LWN.net Logo

Free is too expensive (Economist)

Free is too expensive (Economist)

Posted Mar 31, 2012 16:09 UTC (Sat) by khim (subscriber, #9252)
In reply to: Free is too expensive (Economist) by anselm
Parent article: Free is too expensive (Economist)

Note that »Google will sort it all out for us« is not an acceptable answer this time around.

You want details? I'm afraid I can not oblige at this point. And not even because I'm bound by NDA, but because the whole strategy is not yet finalized. The observation is simple: Google has two separate app stores and that's one too many. The question is: how to better merge them together. Different approaches are possible: you can invent some way to run Android applications in normal Linux distribution (perhaps even in browser?), or you can try to make sure Chrome Apps will be comparable to native Android apps on phone (right now they are quite limited), etc.

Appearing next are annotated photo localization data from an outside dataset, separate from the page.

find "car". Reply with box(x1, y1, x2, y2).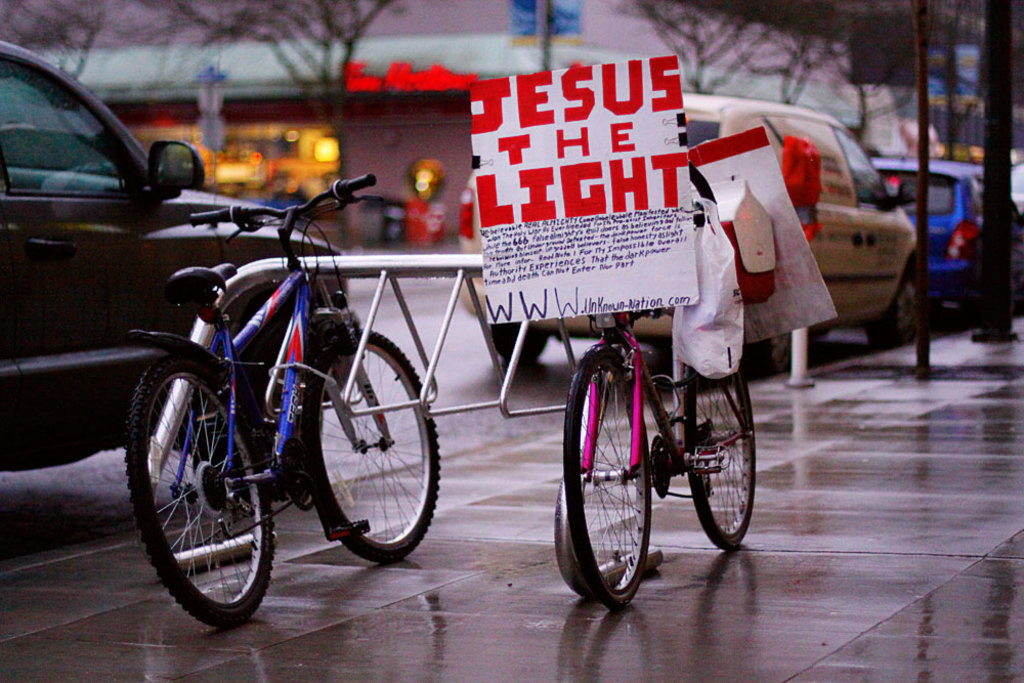
box(881, 163, 1023, 322).
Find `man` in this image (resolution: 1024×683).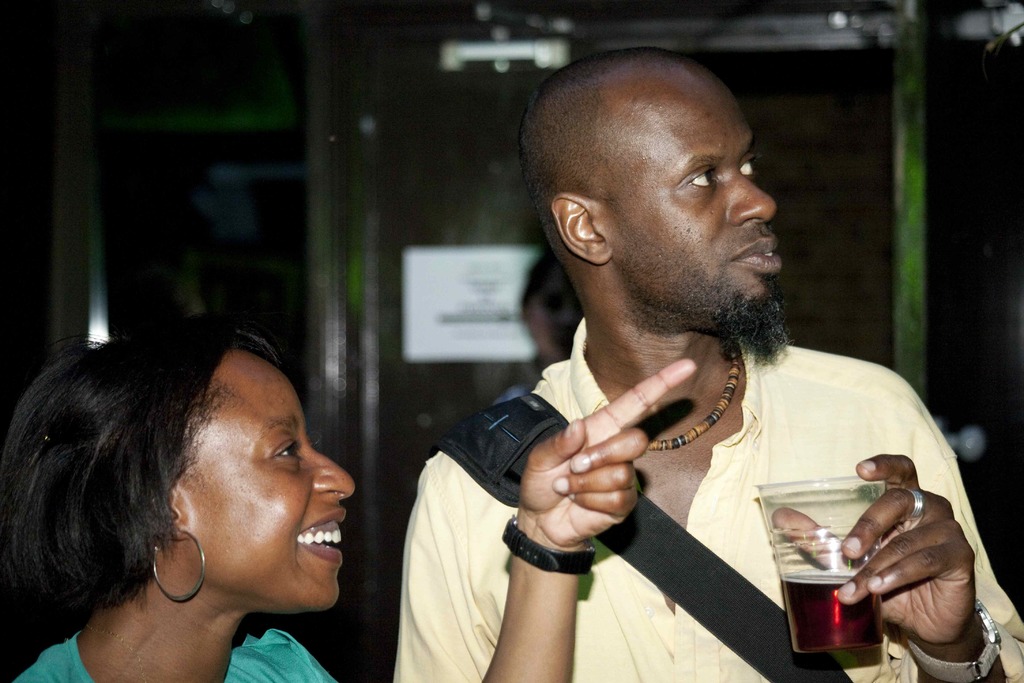
l=394, t=48, r=1023, b=682.
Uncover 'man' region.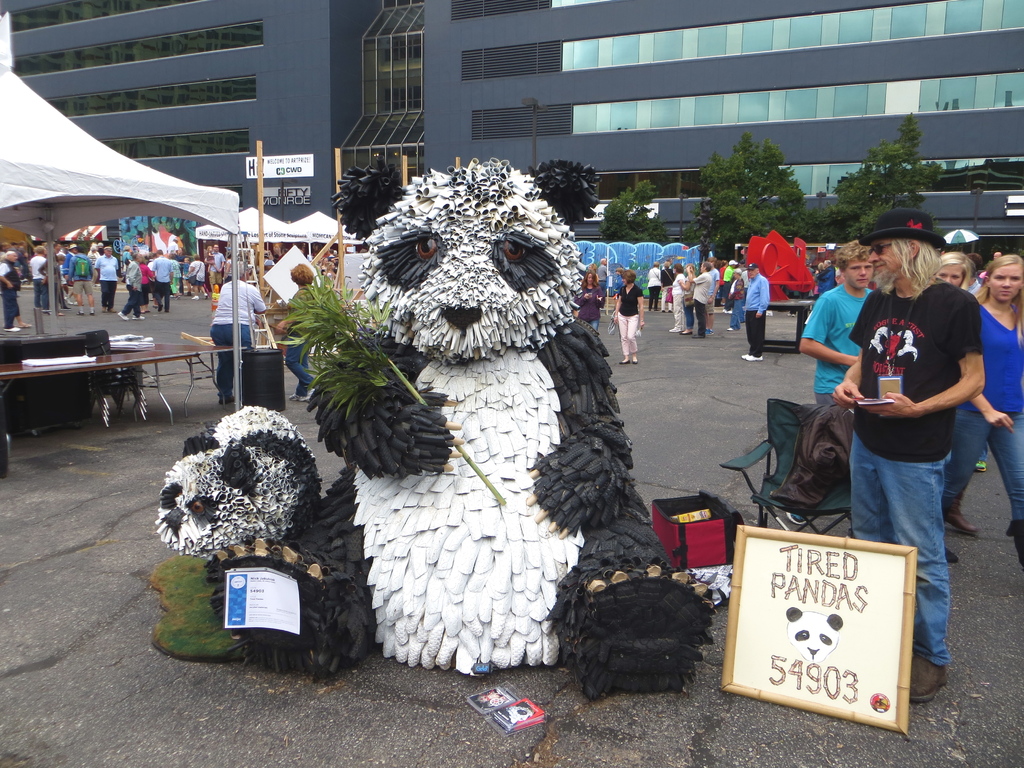
Uncovered: <box>97,248,118,315</box>.
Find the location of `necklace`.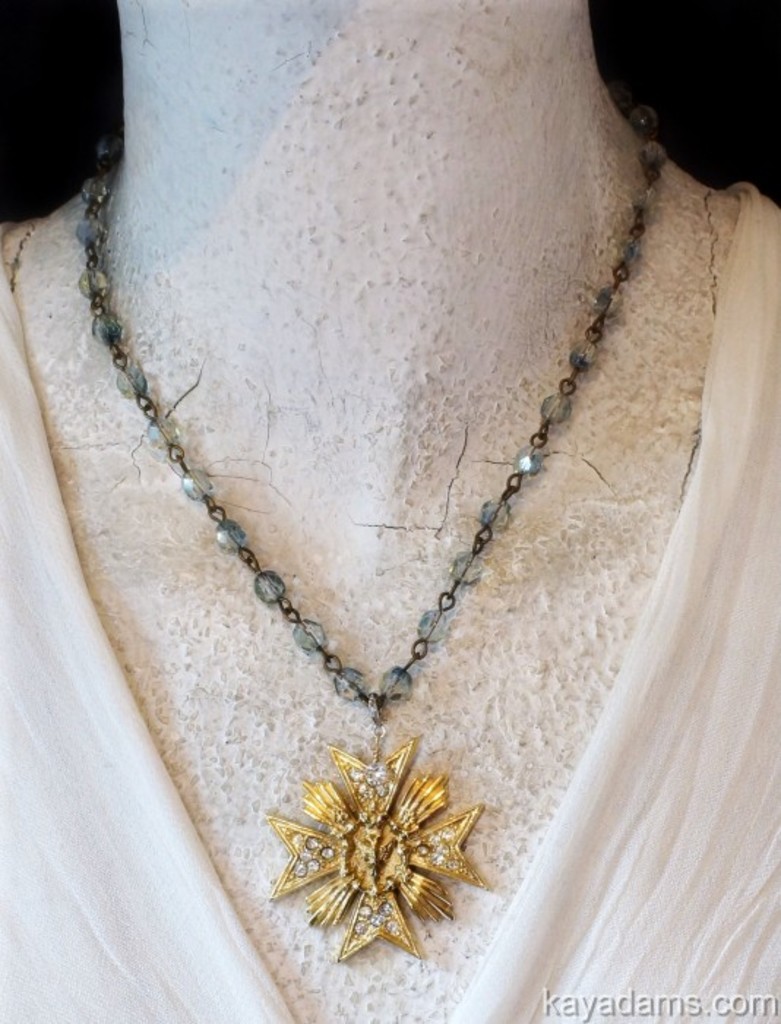
Location: crop(78, 97, 667, 964).
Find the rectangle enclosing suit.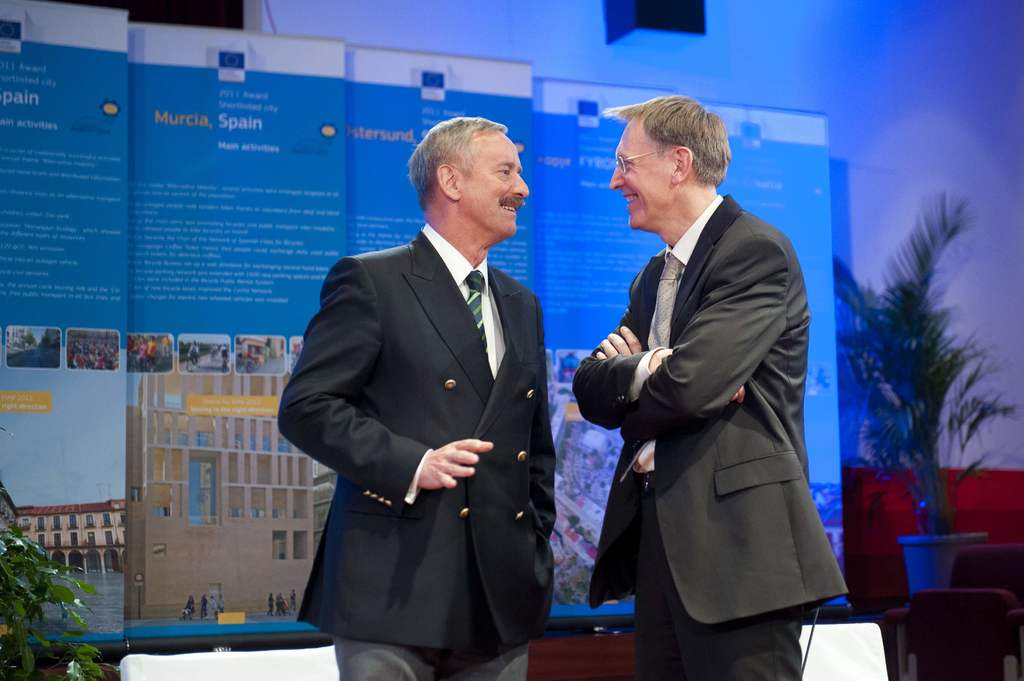
<box>572,189,852,630</box>.
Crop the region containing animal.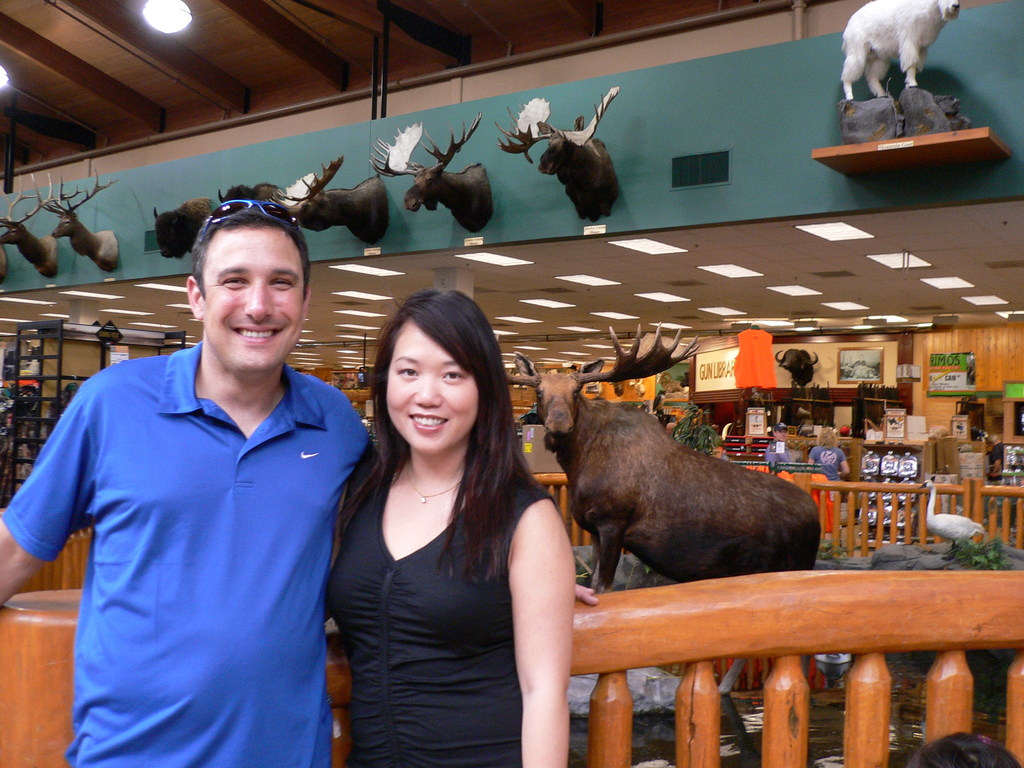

IOW: it's not yet clear yet just how the desired thing will be created, but it's obvious what is needed. The obvious goal is to create the single app store for all supported platforms (not all apps will work everywhere, but some will be available on all platforms: Angry Birds on desktop are not all that different from Angry Birds on mobile so why do they exist in totally unconnected worlds?

Please outline how your app store concept is going to make Linux a viable option for current Windows or OS X users while at the same time making the existing Linux distributions obsolete and not driving off existing users who like things as they are.

You are asking bikeshed color when it not even known if bikeshed will even be involved at all. There are sooo few existing Linux users that it makes no sense to actually care too much about them. Windows and MacOS are significantly more important: both systems include built-in App Store (Windows store is in planning stages), both are not going away any time soon and both use Android-incompatible foundation (MacOS is closer, but Darwin is still quite different from Linux). Some people care about Linux users simply because they themselves are Linux users, but noone ever suggested that they represent more then a footnote in the whole story.

Linux technologies, on the other hand, are quite important because they are used extensively in Android and ChromiumOS already. That means that, of course, solution (if and when it'll materialize) will use a lot of them - and that means that it should be easy to include Linux desktop in the plans. But it's hardly feasible if the infamous “Linux community” does not care and where all suggestions to participate in plans on early stages are indignantly rejected.

Doing it the other way round, by trying to provide the standardised platform first and hoping for people (and distributions) to adopt it, is probably going to be less successful.

Well, time will tell. As you can see from the above the whole idea at this point is to increase the audience which application developer can target with a single package, not to gradually move towards a more standardised platform. Perhaps someone else will create a different kind of app store with build farms and multidistribution support - but it'll be different story altogether. It'll be interesting to see how successful they'll be.


(Log in to post comments)

Free is too expensive (Economist)

Posted Mar 31, 2012 16:24 UTC (Sat) by anselm (subscriber, #2796) [Link]

This is a very long-winded way of saying »I haven't the faintest idea.«

Free is too expensive (Economist)

Posted Mar 31, 2012 18:09 UTC (Sat) by Cyberax (✭ supporter ✭, #52523) [Link]

That's actually a fair answer to the question.

Nobody really knows what's going to happen with Linux desktop in near future. There's that sense of fin-de-siècle in the air - the current situation is unsustainable and Something Has To Happen.

But history also shows us that this 'something' can often be quite unexpected.

We'll see.

Copyright © 2013, Eklektix, Inc.
Comments and public postings are copyrighted by their creators.